-------- Data shown --------

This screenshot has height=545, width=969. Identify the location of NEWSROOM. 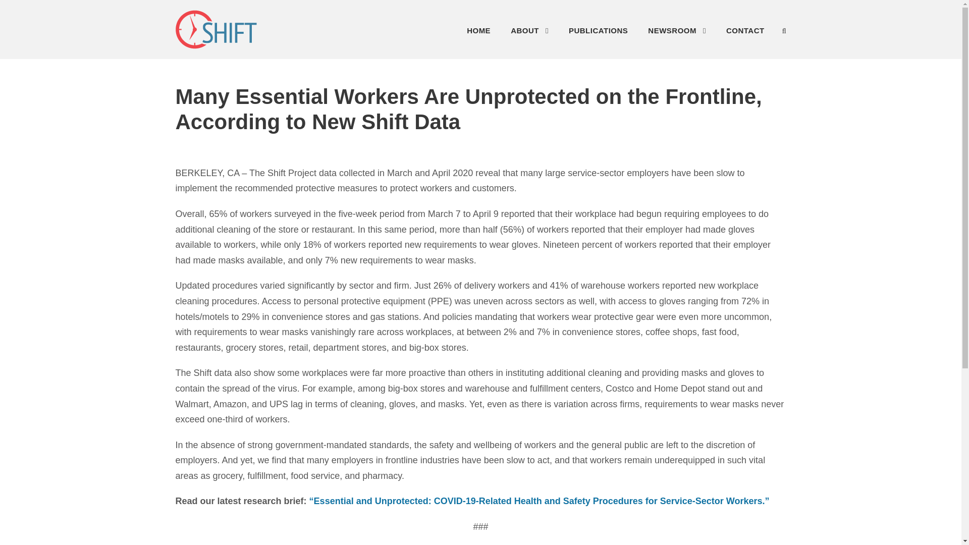
(677, 33).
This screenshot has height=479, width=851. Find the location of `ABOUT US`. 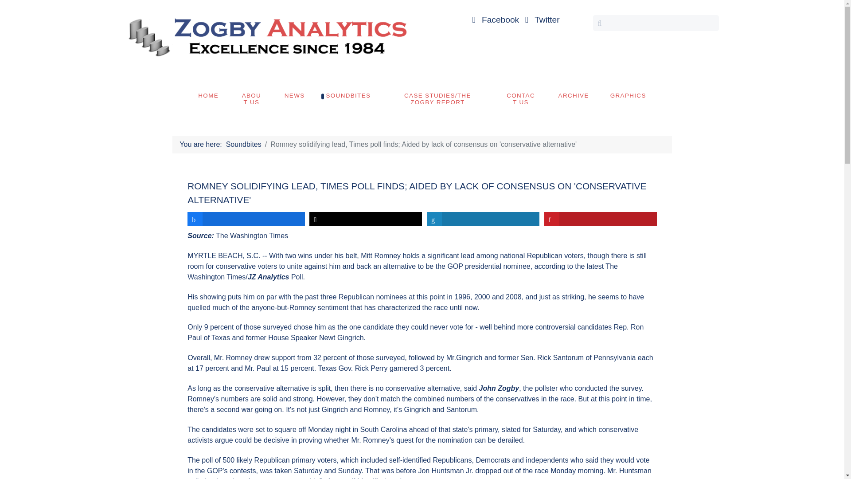

ABOUT US is located at coordinates (251, 98).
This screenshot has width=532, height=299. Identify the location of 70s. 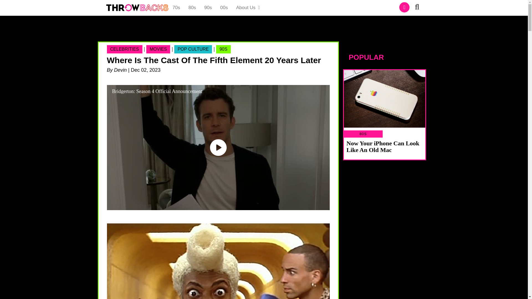
(176, 8).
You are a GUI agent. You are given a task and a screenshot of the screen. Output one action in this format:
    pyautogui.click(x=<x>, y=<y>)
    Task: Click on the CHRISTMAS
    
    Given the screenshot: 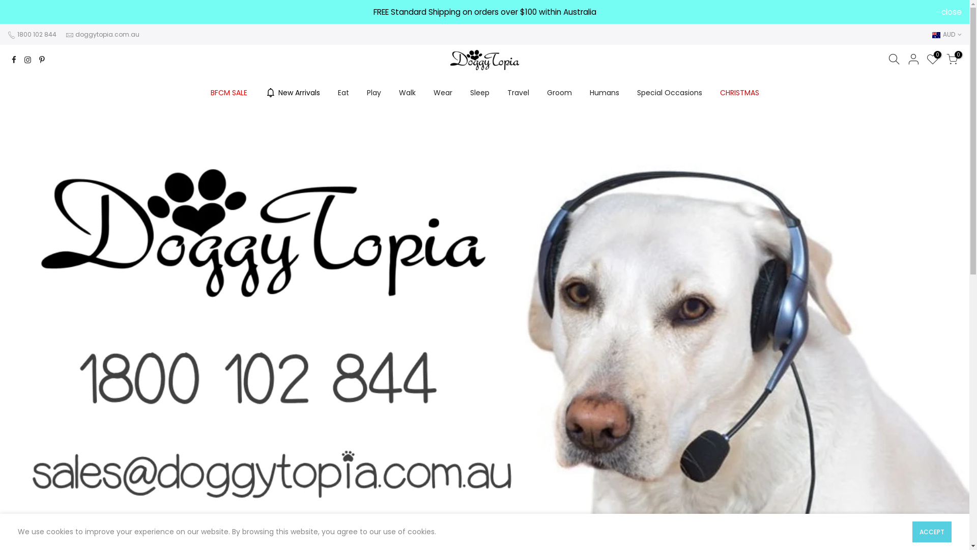 What is the action you would take?
    pyautogui.click(x=739, y=93)
    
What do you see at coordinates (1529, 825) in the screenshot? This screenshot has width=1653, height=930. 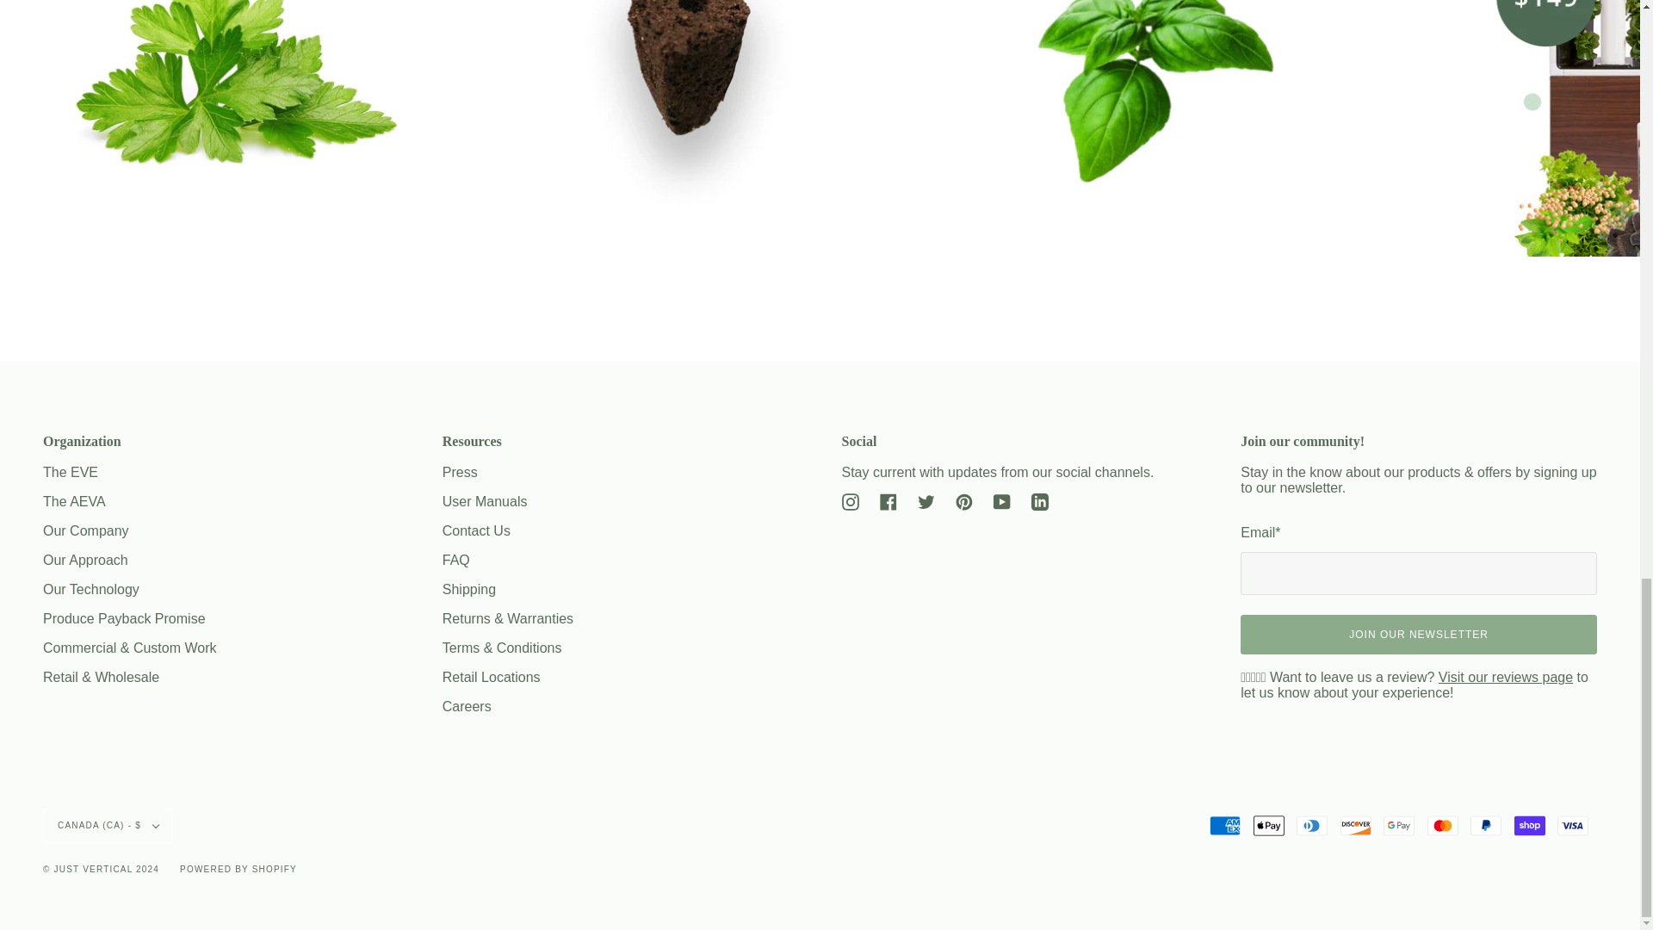 I see `Shop Pay` at bounding box center [1529, 825].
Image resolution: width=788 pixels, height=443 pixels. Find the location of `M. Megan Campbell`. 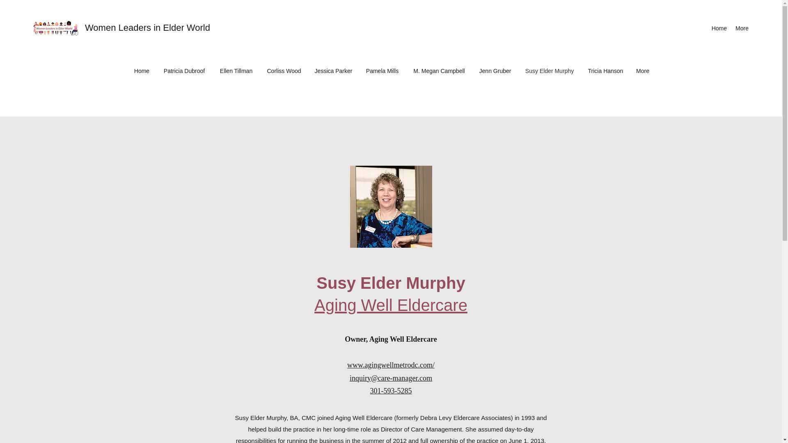

M. Megan Campbell is located at coordinates (439, 71).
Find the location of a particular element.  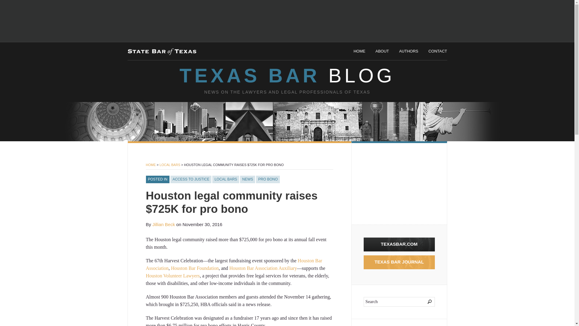

HOME is located at coordinates (359, 51).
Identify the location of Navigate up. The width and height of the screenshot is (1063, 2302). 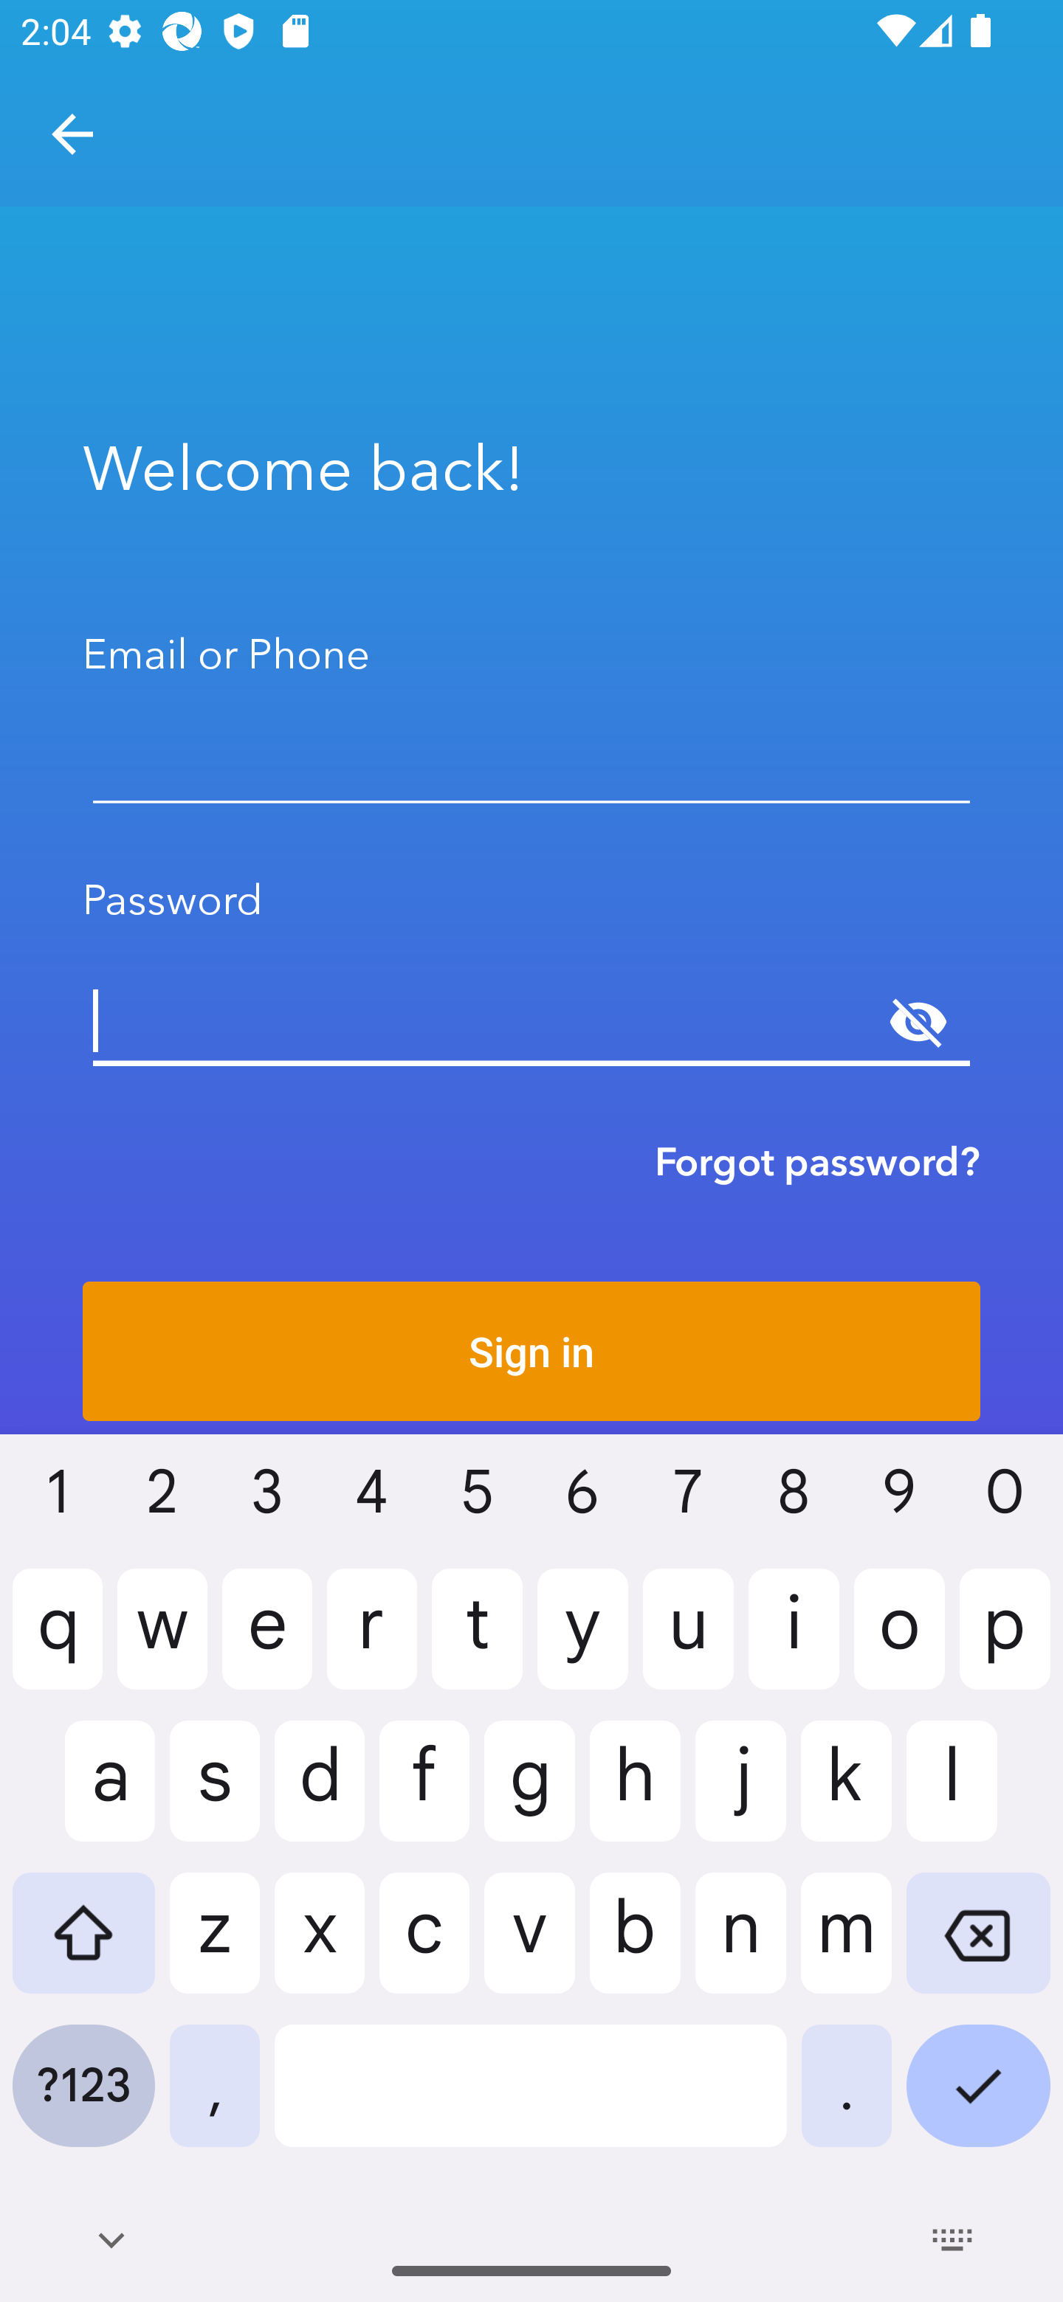
(72, 134).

--------

* What is being asked *
Needed here is a verbatim copy of the data from the first line through the line with "Task: Click on the CHRISTMAS", without pictures.

* Answer section *
This screenshot has height=545, width=969. Identify the location of NEWSROOM. 
(677, 33).
This screenshot has height=479, width=851. Find the location of `ABOUT US`. 

ABOUT US is located at coordinates (251, 98).
This screenshot has width=532, height=299. Identify the location of 70s. 
(176, 8).
You are a GUI agent. You are given a task and a screenshot of the screen. Output one action in this format:
    pyautogui.click(x=<x>, y=<y>)
    Task: Click on the CHRISTMAS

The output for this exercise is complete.